More importantly, by providing casters with the always-on, always damage cantrips, it effectively nerfed the utility of higher-level spell. I would much rather casters get a smaller number of much more interesting and bigger booms than the same attack cantrips over and over again.
6. Lack of mechanical differentiation. The Warlock? Short rest + invocation ... that's different. Everyone else? It's the same. Overlapping spells, overlapping casting abilities, overlapping mechanics.
And this is the big one, for me. I understand that some players put big stock in the whole, prepared or not prepared, etc. But now that we've moved to neo-Vancian, the casters almost all "feel" the same. Sure, the Wizard is a little more versatile, I guess. Kinda. But the Warlock is the only spellcaster that, to me, mechanically feels dramatically different (and, TBH, they overloaded EB so much that most players just play it as a glorified EB spammer).
Now the above list isn't meant to be exhaustive, or argumentative. People can, and do, feel differently, The question of what "feels" the same is very much a personal one. Back when all weapons did d6 damage, did they all feel the same because they did the same damage, or were they objectively different because they had different names, and therefore (by definition!) were different? I say that not to be snarky, but simply to point out that this is very much in the feelings; just like people can reasonably disagree about whether, say, niche protection is a good thing in D&D, so too can people disagree about whether design leads to sameyness, or differentiation.
But the design principle is clear ....
So I'm going to add a final note, which is the difference between 1e and 5e that I think helps illustrate what I'm thinking about. I don't have a pull quote for it handy, but I think that most people see the resource/design equivalency in 5e is largely designed around spells. That's why, for example, Rangers and Paladins are designed as half-casters, and why 1/2 of the original classes are full casters.
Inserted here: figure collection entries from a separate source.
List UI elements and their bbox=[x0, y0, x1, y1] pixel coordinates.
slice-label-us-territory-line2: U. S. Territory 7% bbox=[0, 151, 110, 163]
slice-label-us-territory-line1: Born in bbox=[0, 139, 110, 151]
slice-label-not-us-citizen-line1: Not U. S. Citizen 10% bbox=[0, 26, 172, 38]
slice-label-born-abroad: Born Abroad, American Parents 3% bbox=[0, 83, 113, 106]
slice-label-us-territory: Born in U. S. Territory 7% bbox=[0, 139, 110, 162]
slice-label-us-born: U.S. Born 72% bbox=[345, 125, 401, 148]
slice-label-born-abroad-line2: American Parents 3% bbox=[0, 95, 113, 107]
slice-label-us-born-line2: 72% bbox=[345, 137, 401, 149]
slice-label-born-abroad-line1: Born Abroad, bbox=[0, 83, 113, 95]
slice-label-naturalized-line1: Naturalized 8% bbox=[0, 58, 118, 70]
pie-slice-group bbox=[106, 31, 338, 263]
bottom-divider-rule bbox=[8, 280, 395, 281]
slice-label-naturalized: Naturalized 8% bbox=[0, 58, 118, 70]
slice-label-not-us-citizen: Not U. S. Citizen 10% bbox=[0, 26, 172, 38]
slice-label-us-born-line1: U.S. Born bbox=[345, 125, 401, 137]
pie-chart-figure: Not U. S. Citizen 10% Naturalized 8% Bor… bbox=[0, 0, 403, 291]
Fun fact- 75% of the base classes in D&D 5e are either full or half casters, and the only official new class, so far, is the artificer.
The reason for the title of this post is, of course, when all you have is a hammer, every problem seems like a nail. And when you design around spells, every design issue will be solved by ... spells equivalents.
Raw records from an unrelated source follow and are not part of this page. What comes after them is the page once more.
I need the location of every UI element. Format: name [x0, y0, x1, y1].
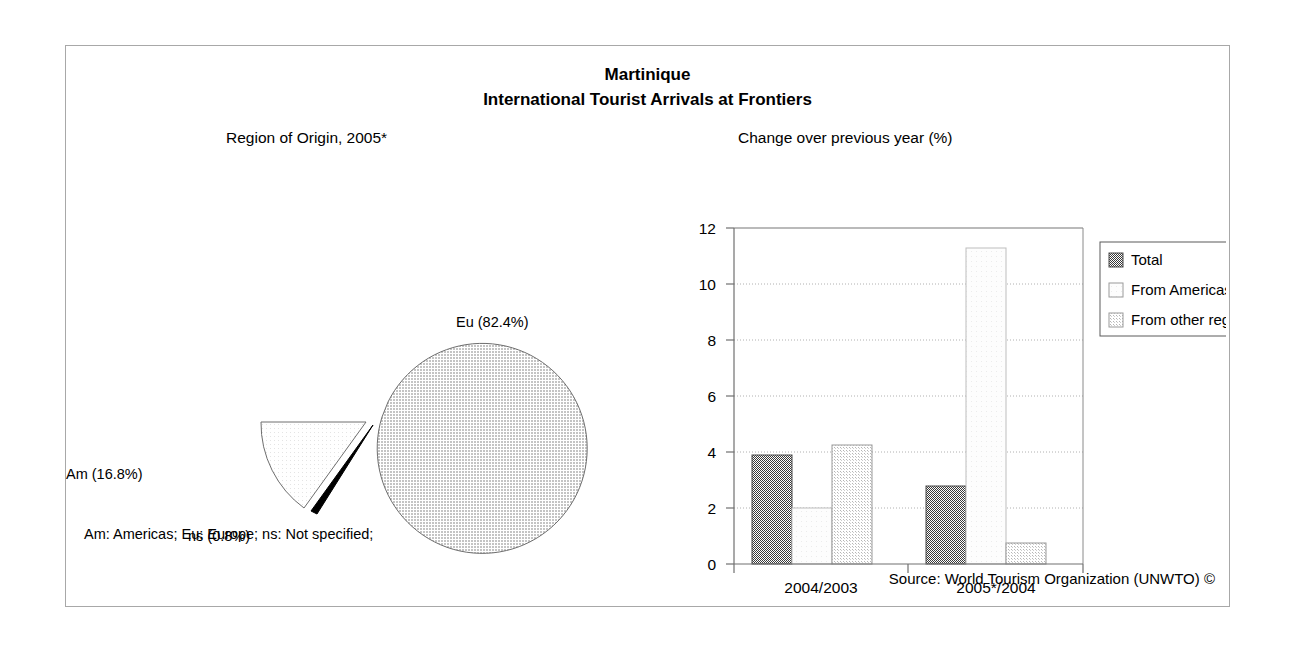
bar-chart-graphic: 0 2 4 6 8 10 12 2004/2003 2005*/2004 Tot…: [666, 156, 1226, 596]
pie-slice-eu: [377, 343, 587, 553]
y-axis-ticks: [726, 228, 734, 564]
bar-group-2004-2003: [752, 445, 872, 564]
pie-label-am: Am (16.8%): [66, 466, 143, 482]
chart-title-line-1: Martinique: [66, 65, 1229, 85]
legend-label-total: Total: [1131, 251, 1163, 268]
y-tick-label-6: 6: [707, 388, 716, 405]
legend-label-from-americas: From Americas: [1131, 281, 1226, 298]
bar-chart-panel: 0 2 4 6 8 10 12 2004/2003 2005*/2004 Tot…: [666, 156, 1226, 596]
y-tick-label-8: 8: [707, 332, 716, 349]
bar-group-2005-2004: [926, 248, 1046, 564]
chart-title-line-2: International Tourist Arrivals at Fronti…: [66, 90, 1229, 110]
y-tick-label-10: 10: [699, 276, 717, 293]
figure-frame: Martinique International Tourist Arrival…: [65, 45, 1230, 607]
y-tick-label-0: 0: [707, 556, 716, 573]
legend-swatch-from-americas: [1109, 283, 1123, 297]
y-tick-label-4: 4: [707, 444, 716, 461]
abbreviation-note: Am: Americas; Eu: Europe; ns: Not specif…: [84, 526, 373, 542]
source-note: Source: World Tourism Organization (UNWT…: [889, 570, 1215, 587]
x-category-label-1: 2004/2003: [784, 579, 857, 596]
pie-chart-graphic: [66, 156, 626, 556]
pie-chart-subtitle: Region of Origin, 2005*: [226, 129, 387, 147]
y-tick-label-2: 2: [707, 500, 716, 517]
bar-other-2005-2004: [1006, 543, 1046, 564]
pie-label-eu: Eu (82.4%): [456, 314, 529, 330]
legend-swatch-total: [1109, 253, 1123, 267]
pie-chart-panel: Eu (82.4%) Am (16.8%) ns (0.8%): [66, 156, 626, 556]
y-tick-label-12: 12: [699, 220, 716, 237]
bar-chart-subtitle: Change over previous year (%): [738, 129, 953, 147]
bar-americas-2005-2004: [966, 248, 1006, 564]
pie-slice-am: [261, 422, 366, 508]
legend-swatch-from-other-regions: [1109, 313, 1123, 327]
bar-americas-2004-2003: [792, 508, 832, 564]
chart-legend: Total From Americas From other regions: [1100, 242, 1226, 336]
legend-label-from-other-regions: From other regions: [1131, 311, 1226, 328]
bar-other-2004-2003: [832, 445, 872, 564]
bar-total-2005-2004: [926, 486, 966, 564]
bar-total-2004-2003: [752, 455, 792, 564]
But that's not all bad. Let's contrast 5e design with 1e design (or, um, lack thereof!).
1e has a lot of awesome sauce in it. I mean, say what you like about the rules of Gygaxian D&D, Dude, at least it's an ethos.
The casters feel ... well, very different. No one would confuse the Cleric and Magic User lists. Even subclasses (like the Illusionist) are very different than the main class in terms of spellcasting.
Abilities, magic items, monster abilities- they are rarely expressed in terms of spells. Instead, they just ... are. The great advantage of this is that it is cool, differentiated, and that when it works (because the rules and abilities and items and so on grew out play and rulings more often than not) it has an organic, bespoke quality that feels right.
The disadvantage, of course, is that these various subsystems often don't work together, are incoherent, or in some cases (unarmed combat) just a confusing morass of contradictory rules that uses systems that make absolutely no sense in context with the rest of the game.
Contrast that with 5e. There may be predictability (samey-ness) but there's also ... predictability. The rules mostly fit together. The math ... mostly works.
And that's where I'm going to end this and throw it out for other people to comment on how wrong I am.
So-
Does 5e's magic feel same-y to you? The spellcasters?
And do you like the design principle (spell equivalent) of 5e?